2. We engaged Palestinian perspectives
Before iTrek, some warned of a curated experience. However, iTrek intentionally provided earnest opportunities to engage Palestinian perspectives, including meeting Palestinian officials, activists, and ordinary citizens. In fact, Prime Minister Shtayyeh’s condemnations of Israel received standing ovations. However, iTrek organizers also suggested questioning Shtayyeh’s legitimacy given his 2% popular support and party’s 16-year legacy of canceling elections.
We met Mahmoud Muna, an East Jerusalem grassroots activist who openly calls Israel an apartheid state and Zionism racism. The venue, the Yabous Cultural Center, defiantly celebrates Palestinian culture. Born a refugee, Muna forthrightly shared Palestinians’ sufferings: legal statelessness, regular harassment, and lost autonomy. Mandela-like in conviction, Muna earned the trip’s largest welcome. Afterwards, Palestinians shared their experiences with the Nakba and led us through East Jerusalem’s militarized checkpoint and neglected “no man’s land” to Ramallah’s Am’ari refugee camp. I trust our classmates were subsequently moved.

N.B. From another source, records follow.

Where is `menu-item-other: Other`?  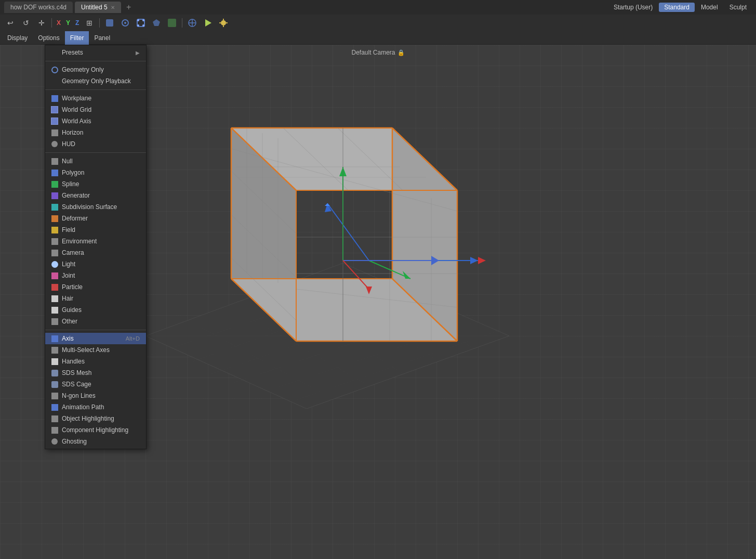
menu-item-other: Other is located at coordinates (96, 321).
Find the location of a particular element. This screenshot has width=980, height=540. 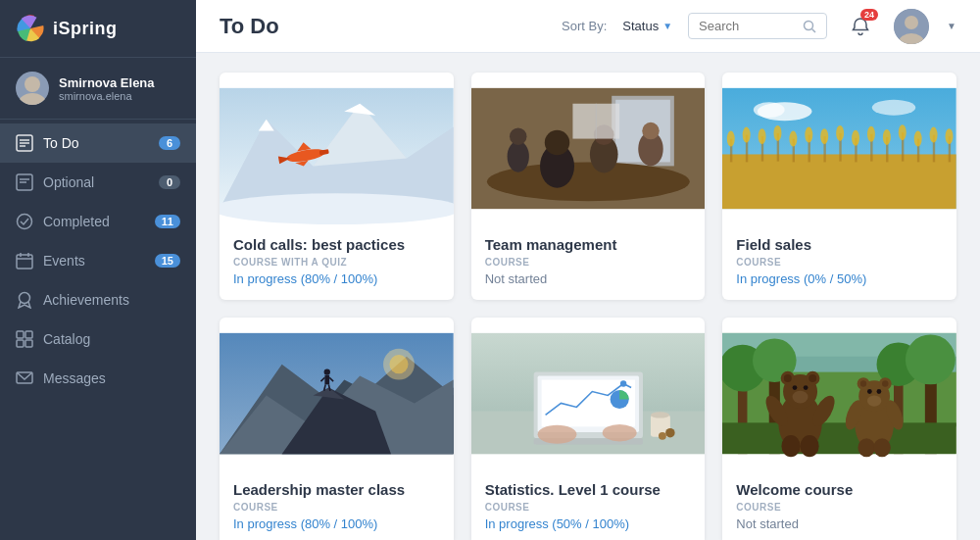

sidebar-item-catalog: Catalog is located at coordinates (98, 339).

The most profound experience, not in the original itinerary, was The Orchard of Abraham’s Children (OAC)- an educational organization promoting peace, reconciliation, and transcending fear and ignorance. Founded by a Muslim Arab and his Jewish Israeli wife, OAC educates Arab and Jewish Israelis through interfaith programming and is scaling nationally. This interfaith community exemplified successful solutions outside political systems and closest to the problem. Thus, we should commend iTrek’s progress, however incremental, of providing Palestinian perspectives.
3. HKS needs constructive dialogue
Despite these experiences, many iTrekkers knew a week couldn’t provide all Palestinian perspectives. Did PalTrekkers experience all Israeli perspectives? Luckily, HKS now has ~450 students who can share these perspectives. Through Paltrekkers’ social media, I saw Bethlehem’s poverty, Hebron’s cruelty, and Haifa’s beauty. HKS’s environment, though, made it difficult to engage PalTrekkers, especially people I didn’t know personally. Moreover, I’ve been disheartened by PalTrekkers disengaging iTtrekkers “to refute” Israel. As a classmate eloquently said, “It’s critical we listen to each other and engage in empathetic, compassionate conversation…while holding steady our strongest moral convictions.”
We fail each other, Palestinians, and Israelis, by permitting separate debriefs and showmanship virtue signaling. I want to comprehend classmates rebutting IDF classmates and classmates believing a Jewish homeland is necessary. I am making a radical call for empathic attempts to listen to each other without authorizing opinions or losing relationships to challenging conversations. A community dedicated to “Learn, Lead, Serve,” we should “Ask what you can do.” What we can do, for HKS, Harvard, and society is to role-model preserving our moral clarity while listening to those we disagree with. If families living with this conflict can pursue peaceful dialogue, why can’t the world’s aspiring public servants ~6,000 miles away?